Dawn: Book one of the XenoGenesis series is a short read with a unique premise. Earth has been destroyed by nuclear war and the survivors have been picked up by a space-faring race interested in genetic trading. Though the novel Dawn is one of Octavia Butler’s less talked about works, after Parable of the Sower and Kindred it is the first in a trilogy of books published between 1987-1989. Whether readers find it better than the more popular parable series will vary depending on the type of book you like.
At just over 250 pages the book can be finished in a day and is light on action goodness it makes up for in general weirdness and interesting psychological, sexual , and social speculation. The crux of the book concerns Lilith Iyapo our Protagonist who awakens to find herself onboard an alien spaceship as one of the last human survivors of a nuclear war. Lilith a young black woman of middling years is faced with the task of both escaping her captors, and resettling humanity back on the depopulated earth after 250 years have passed.

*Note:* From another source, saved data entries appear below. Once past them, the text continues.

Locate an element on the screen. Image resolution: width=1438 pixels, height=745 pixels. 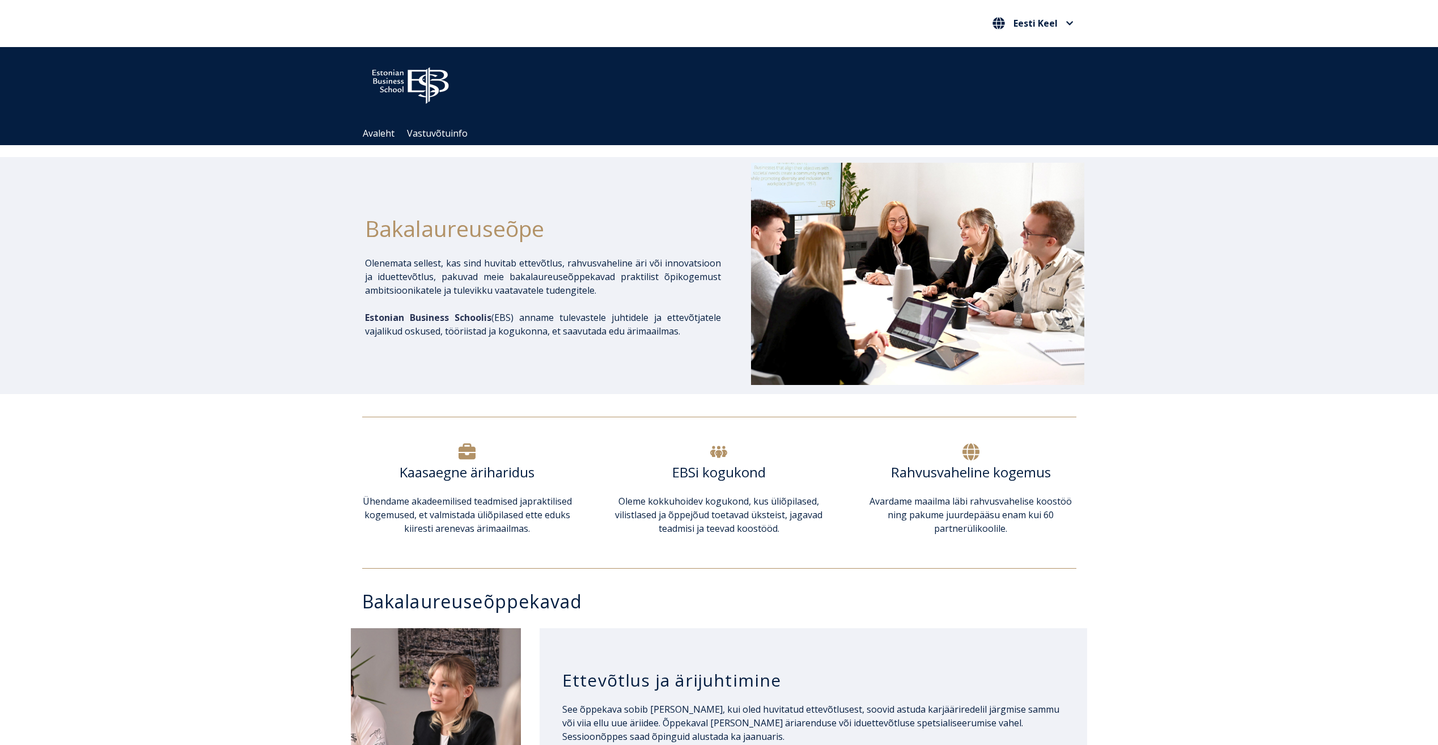
img: Bakalaureusetudengid is located at coordinates (918, 274).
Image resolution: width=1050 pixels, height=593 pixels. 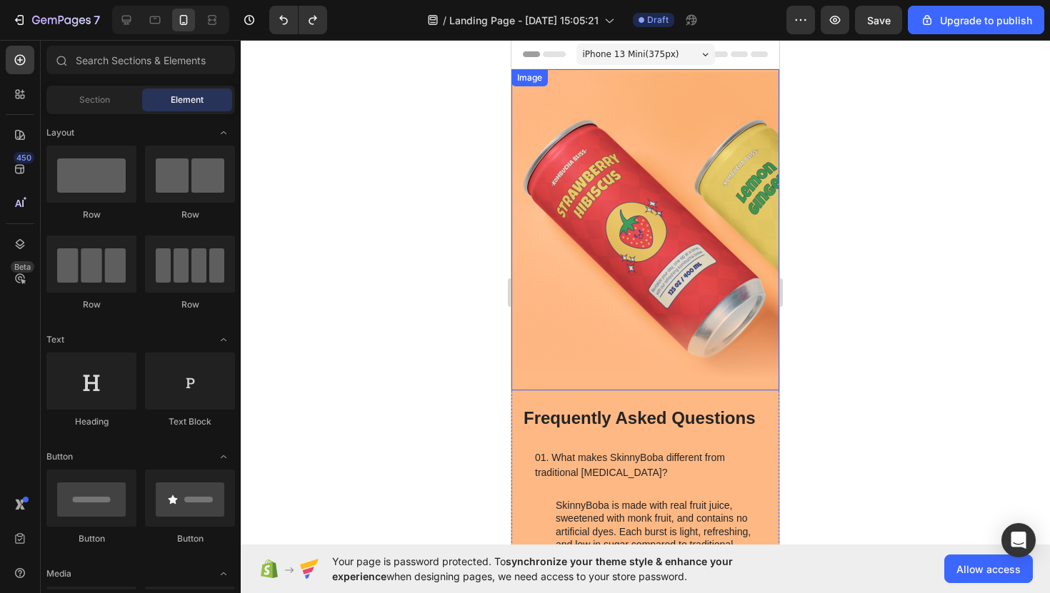 What do you see at coordinates (96, 20) in the screenshot?
I see `p: 7` at bounding box center [96, 20].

First time readers will find some deep emotional scenes here and some interesting psychological first contact stuff. The alien podlike and tentacled Oankali are a deeply biological race of race traders ” read genetic breeders” who do not use machines and instead rely on organic and biological tools. One of the most important themes of the first part of the novel is how the symbiotic and technologically superior relationship with which the variously sexed Oankali have related to the species they came across in the past will extend to the captured humans who must learn to navigate close relationships both with their captors and their fellow humans. In the hands of Butler we experience firsthand the loneliness and resentment felt by the humans left alone to rebuild there world at the requests of alien captors. All in all the book is interesting without being too deep and unsettling. I am looking forward to seeing how our group of re-colonizers do in Adulthood Rites the second book of the trilogy.